Founded in 1990 and headquartered in Morristown, New Jersey, Core Services is a leading provider of consulting and outsourcing services for Oracle applications. Core has worked exclusively with Oracle technology for 15 years, hosting and deploying Oracle solutions for more than 65 major corporations around the world. Core is a $20 million company with approximately 90 employees. The company operates three data centers in New Jersey and Maryland and has support centers in the United States, China, and India.
To meet the growing processing requirements of its larger clients, Core Services upgraded existing database servers to Sun SPARC Enterprise M5000 and M4000 servers, along with the Sun Fire T2000 server as application servers. It is also moving its Linux-based systems from Dell to Sun Fire X4100 and X4200 M2 servers.
As an example, one manufacturing client’s nightly batch-processing jobs were taking twelve hours to complete, finishing around 8 a.m.. If there were any errors or if the job had to be restarted, users were delayed in being able to use the system until the job was complete. Such a risk would have been increased and would have had a critical impact on the company’s business, as it was planning to open two new plants within six to nine months, along with an additional 200–300 users.
To increase processing power, Core Services could have deployed more large servers — essentially scaling horizontally — but that would have added more complexity and cost to its datacenter operations. “Rather than adding bigger servers with the same CPU speeds, we were looking for better, faster servers,” says Doshi.
The Sun Solutions Center for Oracle worked with Core Services to evaluate the needs of its larger clients and recommended Sun SPARC Enterprise M-Series servers. Designed for consolidation and virtualization, the M-Series servers bring mainframe class utilization and efficiency levels to the open systems market. These systems, which support hardware partitions and Solaris Containers, deliver 24/7 mission-critical services while reducing power, cooling, and space requirements.
Doshi says a Linux-based Dell solution was not feasible. The fact that Linux does not run on servers with more than four CPUs is a critical limitation. “We had servers with 32 CPUs that had performance issues, so we did not see going back to Linux as an option,” says Doshi.
“Another option was to go with Oracle RAC [Real Application Clusters] licenses and put several four-CPU boxes in silos to ramp up the number of the CPUs,” says Doshi. However, running Oracle RAC is tricky because it requires running Oracle databases on several servers at the same time. “Oracle RAC technology can be challenging, and it requires specialized Oracle database administrators to manage,” adds Doshi.
In the case of this particular manufacturing client, Core Services replaced existing servers with the Sun SPARC Enterprise M5000 server running Solaris 10. “The manufacturing batch jobs runs in less than half the previous time, so the M5000 server essentially doubled our capacity,” says Doshi. The goal for this client was to attain 10 percent CPU idle time 97 percent of the time. “Now the load averages about 10 percent, and the average CPU idle time is about 40 percent,” adds Doshi. With the M5000 servers, Core Services can easily meet the SLAs for this client with smaller — and fewer — servers. “We went from 40 CPUs to about 15,” says Doshi. Moreover, “smaller” translated into an incredible two-thirds reduction in the physical space required for the previous servers.
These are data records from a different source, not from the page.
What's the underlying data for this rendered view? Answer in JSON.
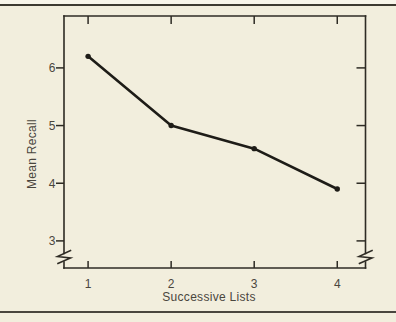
{
  "figure": {
    "background_color": "#f2eedd",
    "top_rule_color": "#3d3a31",
    "bottom_rule_color": "#4a463e"
  },
  "chart_data": {
    "type": "line",
    "title": "",
    "x": [
      1,
      2,
      3,
      4
    ],
    "values": [
      6.2,
      5.0,
      4.6,
      3.9
    ],
    "x_tick_labels": [
      "1",
      "2",
      "3",
      "4"
    ],
    "y_tick_values": [
      6,
      5,
      4,
      3
    ],
    "y_tick_labels": [
      "6",
      "5",
      "4",
      "3"
    ],
    "xlabel": "Successive Lists",
    "ylabel": "Mean Recall",
    "xlim": [
      0.71,
      4.34
    ],
    "ylim": [
      2.53,
      6.9
    ],
    "y_axis_break": true,
    "grid": false,
    "legend": "none",
    "marker": "filled-circle",
    "line_color": "#1e1c17",
    "axis_color": "#2e2b24",
    "text_color": "#4a463d"
  }
}
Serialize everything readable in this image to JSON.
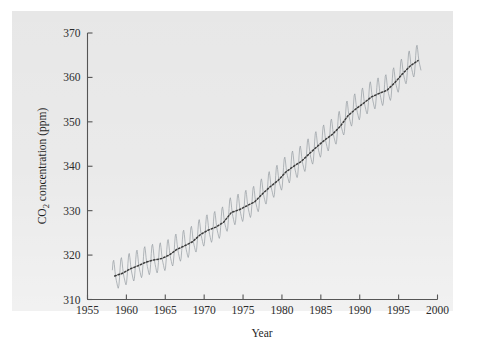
{
  "figure": {
    "background_color": "#ffffff",
    "panel_color": "#e6e6e6",
    "monthly_series_color": "#9aa0a6",
    "trend_series_color": "#3a3a3a"
  },
  "chart_data": {
    "type": "line",
    "title": "",
    "xlabel": "Year",
    "ylabel": "CO2 concentration (ppm)",
    "ylabel_parts": {
      "prefix": "CO",
      "subscript": "2",
      "suffix": " concentration (ppm)"
    },
    "xlim": [
      1955,
      2000
    ],
    "ylim": [
      310,
      370
    ],
    "xticks": [
      1955,
      1960,
      1965,
      1970,
      1975,
      1980,
      1985,
      1990,
      1995,
      2000
    ],
    "xtick_labels": [
      "1955",
      "1960",
      "1965",
      "1970",
      "1975",
      "1980",
      "1985",
      "1990",
      "1995",
      "2000"
    ],
    "yticks": [
      310,
      320,
      330,
      340,
      350,
      360,
      370
    ],
    "ytick_labels": [
      "310",
      "320",
      "330",
      "340",
      "350",
      "360",
      "370"
    ],
    "grid": false,
    "legend": null,
    "tick_direction": "in",
    "series": [
      {
        "name": "Monthly mean CO2",
        "color": "#9aa0a6",
        "style": "solid",
        "description": "Monthly Mauna Loa CO2 record with seasonal oscillation of about 6 ppm peak-to-trough",
        "x_start": 1958.2,
        "x_end": 1997.9,
        "seasonal_amplitude_ppm": 3.1,
        "seasonal_peak_month": 5,
        "seasonal_trough_month": 10
      },
      {
        "name": "Annual trend (smoothed)",
        "color": "#3a3a3a",
        "style": "dotted",
        "description": "Deseasonalized smooth trend through the monthly record",
        "x": [
          1958.5,
          1959.5,
          1960.5,
          1961.5,
          1962.5,
          1963.5,
          1964.5,
          1965.5,
          1966.5,
          1967.5,
          1968.5,
          1969.5,
          1970.5,
          1971.5,
          1972.5,
          1973.5,
          1974.5,
          1975.5,
          1976.5,
          1977.5,
          1978.5,
          1979.5,
          1980.5,
          1981.5,
          1982.5,
          1983.5,
          1984.5,
          1985.5,
          1986.5,
          1987.5,
          1988.5,
          1989.5,
          1990.5,
          1991.5,
          1992.5,
          1993.5,
          1994.5,
          1995.5,
          1996.5,
          1997.5
        ],
        "values": [
          315.3,
          315.9,
          316.9,
          317.6,
          318.4,
          318.9,
          319.2,
          320.0,
          321.3,
          322.1,
          323.0,
          324.6,
          325.6,
          326.3,
          327.4,
          329.6,
          330.2,
          331.1,
          332.0,
          333.8,
          335.4,
          336.8,
          338.7,
          340.0,
          341.1,
          342.8,
          344.4,
          345.9,
          347.2,
          349.0,
          351.4,
          352.9,
          354.2,
          355.6,
          356.4,
          357.1,
          358.8,
          360.8,
          362.6,
          363.8
        ]
      }
    ]
  },
  "annotations": {
    "page_mark": ""
  }
}
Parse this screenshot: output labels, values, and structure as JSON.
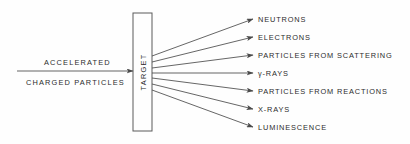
{
  "diagram": {
    "background_color": "#fefefe",
    "line_color": "#4a4a4a",
    "text_color": "#2c2c2c",
    "box": {
      "label": "TARGET",
      "orientation": "vertical-bottom-to-top",
      "x": 133,
      "y": 13,
      "width": 19,
      "height": 118
    },
    "input_beam": {
      "line_label": "ACCELERATED",
      "line_label_2": "CHARGED PARTICLES",
      "arrow_from_x": 17,
      "arrow_to_x": 133,
      "arrow_y": 71,
      "arrowhead": "arrowhead-right"
    },
    "outputs": [
      {
        "label": "NEUTRONS",
        "origin_y": 56,
        "tip_x": 253,
        "tip_y": 19,
        "text_x": 258,
        "text_y": 22
      },
      {
        "label": "ELECTRONS",
        "origin_y": 62,
        "tip_x": 253,
        "tip_y": 37,
        "text_x": 258,
        "text_y": 40
      },
      {
        "label": "PARTICLES FROM SCATTERING",
        "origin_y": 68,
        "tip_x": 253,
        "tip_y": 55,
        "text_x": 258,
        "text_y": 58
      },
      {
        "label": "γ-RAYS",
        "origin_y": 73,
        "tip_x": 253,
        "tip_y": 73,
        "text_x": 258,
        "text_y": 76
      },
      {
        "label": "PARTICLES FROM REACTIONS",
        "origin_y": 78,
        "tip_x": 253,
        "tip_y": 91,
        "text_x": 258,
        "text_y": 94
      },
      {
        "label": "X-RAYS",
        "origin_y": 84,
        "tip_x": 253,
        "tip_y": 109,
        "text_x": 258,
        "text_y": 112
      },
      {
        "label": "LUMINESCENCE",
        "origin_y": 90,
        "tip_x": 253,
        "tip_y": 127,
        "text_x": 258,
        "text_y": 130
      }
    ]
  }
}
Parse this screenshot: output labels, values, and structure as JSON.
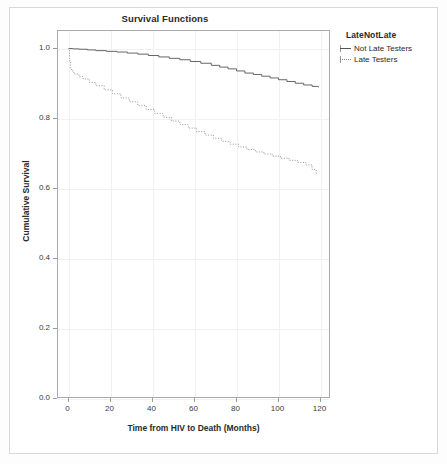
{
  "chart_data": {
    "type": "line",
    "title": "Survival Functions",
    "xlabel": "Time from HIV to Death (Months)",
    "ylabel": "Cumulative Survival",
    "xlim": [
      -5,
      125
    ],
    "ylim": [
      0.0,
      1.05
    ],
    "xticks": [
      0,
      20,
      40,
      60,
      80,
      100,
      120
    ],
    "yticks": [
      0.0,
      0.2,
      0.4,
      0.6,
      0.8,
      1.0
    ],
    "xtick_labels": [
      "0",
      "20",
      "40",
      "60",
      "80",
      "100",
      "120"
    ],
    "ytick_labels": [
      "0.0",
      "0.2",
      "0.4",
      "0.6",
      "0.8",
      "1.0"
    ],
    "grid": true,
    "legend": {
      "title": "LateNotLate",
      "position": "top-right-outside",
      "entries": [
        {
          "label": "Not Late Testers",
          "style": "solid",
          "color": "#555555"
        },
        {
          "label": "Late Testers",
          "style": "dotted",
          "color": "#8a8a8a"
        }
      ]
    },
    "series": [
      {
        "name": "Not Late Testers",
        "style": "solid",
        "color": "#555555",
        "x": [
          0,
          2,
          5,
          9,
          13,
          18,
          23,
          28,
          33,
          38,
          43,
          48,
          53,
          58,
          63,
          68,
          72,
          76,
          80,
          84,
          88,
          92,
          96,
          100,
          104,
          108,
          112,
          116,
          119
        ],
        "y": [
          1.0,
          0.999,
          0.998,
          0.996,
          0.994,
          0.992,
          0.99,
          0.987,
          0.984,
          0.98,
          0.976,
          0.972,
          0.968,
          0.963,
          0.958,
          0.952,
          0.947,
          0.942,
          0.936,
          0.93,
          0.926,
          0.921,
          0.916,
          0.911,
          0.906,
          0.901,
          0.896,
          0.892,
          0.889
        ]
      },
      {
        "name": "Late Testers",
        "style": "dotted",
        "color": "#8a8a8a",
        "x": [
          0,
          0.5,
          1,
          2,
          3,
          5,
          7,
          10,
          13,
          17,
          21,
          25,
          29,
          33,
          37,
          41,
          45,
          49,
          53,
          57,
          61,
          65,
          69,
          73,
          77,
          81,
          85,
          89,
          93,
          97,
          101,
          105,
          109,
          113,
          116,
          118
        ],
        "y": [
          1.0,
          0.965,
          0.94,
          0.932,
          0.927,
          0.92,
          0.913,
          0.903,
          0.894,
          0.882,
          0.871,
          0.859,
          0.848,
          0.837,
          0.826,
          0.815,
          0.804,
          0.793,
          0.783,
          0.773,
          0.763,
          0.753,
          0.744,
          0.735,
          0.727,
          0.719,
          0.712,
          0.705,
          0.699,
          0.693,
          0.687,
          0.681,
          0.675,
          0.668,
          0.655,
          0.641
        ]
      }
    ]
  }
}
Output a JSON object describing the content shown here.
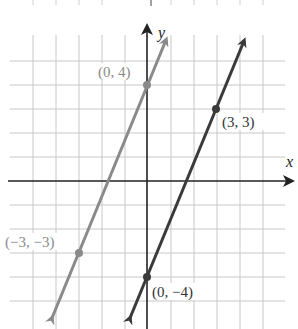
{
  "graph": {
    "x_axis_label": "x",
    "y_axis_label": "y",
    "grid": {
      "x_range": [
        -6,
        6
      ],
      "y_range": [
        -5,
        6
      ],
      "step": 1
    },
    "colors": {
      "light_line": "#8a8a8a",
      "dark_line": "#3a3a3a",
      "axis": "#222222",
      "grid": "#c8c8c8"
    },
    "lines": [
      {
        "name": "light-line",
        "equation": "y = (7/3)x + 4",
        "points": [
          {
            "x": 0,
            "y": 4,
            "label": "(0, 4)"
          },
          {
            "x": -3,
            "y": -3,
            "label": "(−3, −3)"
          }
        ]
      },
      {
        "name": "dark-line",
        "equation": "y = (7/3)x - 4",
        "points": [
          {
            "x": 3,
            "y": 3,
            "label": "(3, 3)"
          },
          {
            "x": 0,
            "y": -4,
            "label": "(0, −4)"
          }
        ]
      }
    ]
  }
}
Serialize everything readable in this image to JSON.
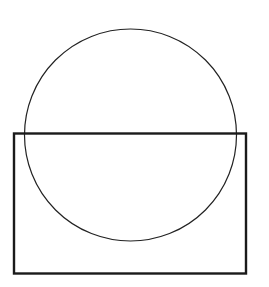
{
  "canvas": {
    "width": 269,
    "height": 287,
    "background": "#ffffff"
  },
  "shapes": {
    "circle": {
      "cx": 130.5,
      "cy": 135,
      "r": 106,
      "stroke": "#222222",
      "stroke_width": 1.2,
      "fill": "none"
    },
    "rectangle": {
      "x": 14,
      "y": 133.5,
      "width": 232,
      "height": 140,
      "stroke": "#1a1a1a",
      "stroke_width": 2.4,
      "fill": "none"
    }
  }
}
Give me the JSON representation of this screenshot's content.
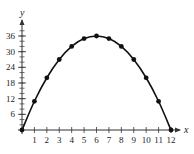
{
  "chart_data": {
    "type": "line",
    "title": "",
    "xlabel": "x",
    "ylabel": "y",
    "x": [
      0,
      1,
      2,
      3,
      4,
      5,
      6,
      7,
      8,
      9,
      10,
      11,
      12
    ],
    "series": [
      {
        "name": "y",
        "values": [
          0,
          11,
          20,
          27,
          32,
          35,
          36,
          35,
          32,
          27,
          20,
          11,
          0
        ],
        "markers": true,
        "color": "#111111"
      }
    ],
    "x_ticks": [
      "1",
      "2",
      "3",
      "4",
      "5",
      "6",
      "7",
      "8",
      "9",
      "10",
      "11",
      "12"
    ],
    "y_ticks": [
      "6",
      "12",
      "18",
      "24",
      "30",
      "36"
    ],
    "y_minor_step": 2,
    "xlim": [
      0,
      12
    ],
    "ylim": [
      0,
      36
    ],
    "grid": false,
    "legend": null
  }
}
To meet the future needs of other clients, Core Services also purchased two Sun SPARC Enterprise M4000 servers. The company uses Solaris Containers in an innovative way to run Solaris 8 applications that are not yet supported by Solaris 10. In addition, it is using Sun Fire T2000 servers (both four-core and eight-core) as application servers running the Oracle E-Business Suite application tree code and is gradually replacing Dell servers with Sun Fire X4100 M2 and X4200 M2 servers. “We have always been happy with the uptime of Sun servers … moving our Linux systems to Sun servers has been a great experience,” says Doshi.